Chatty hens we were, and as they prepped the shot, MK looked over to my direction, talked with his assistant director, who then came up to me and asked me to move to the forefront of the shot. I guess he wanted my flaming red hair to punctuate the scene. (I was in fact, the only red head in the whole movie, oddly enough), so i knew this was not a mistake or whim. Red stands out against a grey background, with everybody in grey, looking grey (literally, we were all made to look pasty and ill).

My knees knocked as he yelled action.

We were on the set for 2 weeks, and not once did I say anything more than "bonjour". How i wanted so desperately to tell him: "thank you for that film. It changed my life. What an honor to be working with you...". I didn't say a peep.

And to top it off, I was rushed to the hospital due to an extreme case of food poisoning hours before the "famous Hale Berry naked in the shower scene". I had been picked to be one of the chosen few women to run around on set without any clothes.

Go figure.

I think had i been given the chance to be naked in front of him and the whole camera/sound crew, it would have been so easy to sit down and talk about anything after that experience. I mean, being naked in public can actually grow you a set of balls, and at that time, so desperately needed...


2010 a few hours ago...
5 years after Gothica was made, i saw La Haine again tonight, 15 years after the first time i saw it at the world film festival's exclusive premiere engagement.


And I have the deepest pangs of regret for not telling him how much i loved that film when i could have, actually had...

Criterion collection has made that film part of their repertoire. Jodie Foster even does a short intro about the film. Everybody knows who he is now, and what the film is.

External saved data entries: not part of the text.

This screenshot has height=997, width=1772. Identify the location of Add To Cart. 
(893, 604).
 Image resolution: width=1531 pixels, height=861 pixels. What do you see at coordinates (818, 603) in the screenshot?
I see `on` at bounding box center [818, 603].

I think that any praise at this point,  would not mean as much as it would have back in 2005 when not even Hollywood knew who he really was, (but at the time of the release of that film, Europe had already been singing his praises) and his film, an obscure cinematic gem was still yet undiscovered here on the other side of the ocean. Yet that film still endures. I just found out that he is working on another film, which i have no doubt, will be true to his vision, and touch people once again.

Deep regret.
I feel so sad that i'm sick to my stomach.


Odd isn't it.
This regretful regret.

Perhaps because I am a filmmaker myself, an artist who lives their work even more passionate than their day to day lives, because i know that knowing that your work has touched somebody's life so deeply is such a deeply humbling experience, and the fact that i missed that window of opportunity while i had more than several wide open spaces to literally, walk right up to him tears me up inside.

J'ai perdu mon courage...

I never got to thank him for inspiring me. For being so brave to take such a bold stance on a subject that was so personal to him. For standing tall in the face of his critics because he believed so unflinchingly in the movie he wanted to make. I never got to say: "your film changed my life...:

That moment is gone forever.

Unless, i can find his agent...



Dare I retell my story at the risk of sounding like a complete geekazoid?

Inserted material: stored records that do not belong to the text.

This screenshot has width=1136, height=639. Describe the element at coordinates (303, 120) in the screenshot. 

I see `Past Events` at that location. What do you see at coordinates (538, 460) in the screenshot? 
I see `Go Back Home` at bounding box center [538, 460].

I don't know, but something is telling me: "what's the worst that can happen? it's not like he even lives in my country that I will ever see him again..." and that: "hey, he might actually appreciate your sincere gesture of appreciation."

I dunno

but i do know that my time on this planet is short, and that going for 3 days without more than 4 hours of sleep is making me a bit manic, and there are times when i was manic and did things that i regretted, but life experience and battle scars have  made me a little more savvy and attuned to my intuition when it nudges me. I don't want to live a life of regrets any more.

I've made a promise to myself.
Stay true to your hopes, dreams, and live life to the fullest.
Take chances. Take as many as you can.

Will work on an email, polish it up, sound uber intelligent and coherent, and then take a breath, take a chance, and press "Send" to Mr. Mathieu one day soon.